[Start of section]
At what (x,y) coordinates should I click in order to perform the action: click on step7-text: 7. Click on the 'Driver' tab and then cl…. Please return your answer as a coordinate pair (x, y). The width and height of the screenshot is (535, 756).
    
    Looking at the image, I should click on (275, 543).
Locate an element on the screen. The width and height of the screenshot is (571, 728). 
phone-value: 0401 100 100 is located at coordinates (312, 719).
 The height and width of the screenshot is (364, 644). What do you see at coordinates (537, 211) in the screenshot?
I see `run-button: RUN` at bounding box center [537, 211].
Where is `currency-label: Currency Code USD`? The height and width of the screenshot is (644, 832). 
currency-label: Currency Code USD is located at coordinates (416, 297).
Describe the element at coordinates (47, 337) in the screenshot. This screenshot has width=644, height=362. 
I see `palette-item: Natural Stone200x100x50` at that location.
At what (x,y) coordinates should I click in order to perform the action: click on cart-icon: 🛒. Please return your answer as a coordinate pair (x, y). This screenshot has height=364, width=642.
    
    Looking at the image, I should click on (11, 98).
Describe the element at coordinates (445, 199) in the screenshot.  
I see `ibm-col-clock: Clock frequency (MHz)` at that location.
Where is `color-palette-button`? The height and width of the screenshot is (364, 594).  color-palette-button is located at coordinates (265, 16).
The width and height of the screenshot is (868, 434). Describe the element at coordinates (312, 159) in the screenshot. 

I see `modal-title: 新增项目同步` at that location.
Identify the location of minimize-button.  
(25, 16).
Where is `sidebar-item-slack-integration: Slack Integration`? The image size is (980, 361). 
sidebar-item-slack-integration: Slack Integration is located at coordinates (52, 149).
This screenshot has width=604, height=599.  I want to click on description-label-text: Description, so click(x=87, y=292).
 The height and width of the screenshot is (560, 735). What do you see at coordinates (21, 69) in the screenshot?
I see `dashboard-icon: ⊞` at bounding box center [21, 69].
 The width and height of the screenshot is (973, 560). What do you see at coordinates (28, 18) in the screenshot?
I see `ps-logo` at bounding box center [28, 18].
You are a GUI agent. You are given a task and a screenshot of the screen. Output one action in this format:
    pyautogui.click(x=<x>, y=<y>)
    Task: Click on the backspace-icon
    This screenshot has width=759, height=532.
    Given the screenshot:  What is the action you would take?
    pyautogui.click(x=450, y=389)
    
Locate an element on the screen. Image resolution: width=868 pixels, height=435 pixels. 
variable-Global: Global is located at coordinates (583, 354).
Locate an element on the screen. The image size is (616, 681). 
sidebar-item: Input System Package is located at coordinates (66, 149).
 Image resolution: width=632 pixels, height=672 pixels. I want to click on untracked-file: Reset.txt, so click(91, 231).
[End of section]
Retype each line above exactly as written.

At what (x,y) coordinates should I click in order to perform the action: click on step7-text: 7. Click on the 'Driver' tab and then cl…. Please return your answer as a coordinate pair (x, y). The width and height of the screenshot is (535, 756).
    
    Looking at the image, I should click on (275, 543).
Locate an element on the screen. The width and height of the screenshot is (571, 728). 
phone-value: 0401 100 100 is located at coordinates (312, 719).
 The height and width of the screenshot is (364, 644). What do you see at coordinates (537, 211) in the screenshot?
I see `run-button: RUN` at bounding box center [537, 211].
Where is `currency-label: Currency Code USD`? The height and width of the screenshot is (644, 832). 
currency-label: Currency Code USD is located at coordinates (416, 297).
Describe the element at coordinates (47, 337) in the screenshot. This screenshot has width=644, height=362. 
I see `palette-item: Natural Stone200x100x50` at that location.
At what (x,y) coordinates should I click in order to perform the action: click on cart-icon: 🛒. Please return your answer as a coordinate pair (x, y). This screenshot has height=364, width=642.
    
    Looking at the image, I should click on (11, 98).
Describe the element at coordinates (445, 199) in the screenshot.  
I see `ibm-col-clock: Clock frequency (MHz)` at that location.
Where is `color-palette-button`? The height and width of the screenshot is (364, 594).  color-palette-button is located at coordinates (265, 16).
The width and height of the screenshot is (868, 434). Describe the element at coordinates (312, 159) in the screenshot. 

I see `modal-title: 新增项目同步` at that location.
Identify the location of minimize-button.  
(25, 16).
Where is `sidebar-item-slack-integration: Slack Integration`? The image size is (980, 361). 
sidebar-item-slack-integration: Slack Integration is located at coordinates (52, 149).
This screenshot has width=604, height=599.  I want to click on description-label-text: Description, so click(x=87, y=292).
 The height and width of the screenshot is (560, 735). What do you see at coordinates (21, 69) in the screenshot?
I see `dashboard-icon: ⊞` at bounding box center [21, 69].
 The width and height of the screenshot is (973, 560). What do you see at coordinates (28, 18) in the screenshot?
I see `ps-logo` at bounding box center [28, 18].
You are a GUI agent. You are given a task and a screenshot of the screen. Output one action in this format:
    pyautogui.click(x=<x>, y=<y>)
    Task: Click on the backspace-icon
    This screenshot has width=759, height=532.
    Given the screenshot:  What is the action you would take?
    pyautogui.click(x=450, y=389)
    
Locate an element on the screen. Image resolution: width=868 pixels, height=435 pixels. 
variable-Global: Global is located at coordinates (583, 354).
Locate an element on the screen. The image size is (616, 681). 
sidebar-item: Input System Package is located at coordinates (66, 149).
 Image resolution: width=632 pixels, height=672 pixels. I want to click on untracked-file: Reset.txt, so click(91, 231).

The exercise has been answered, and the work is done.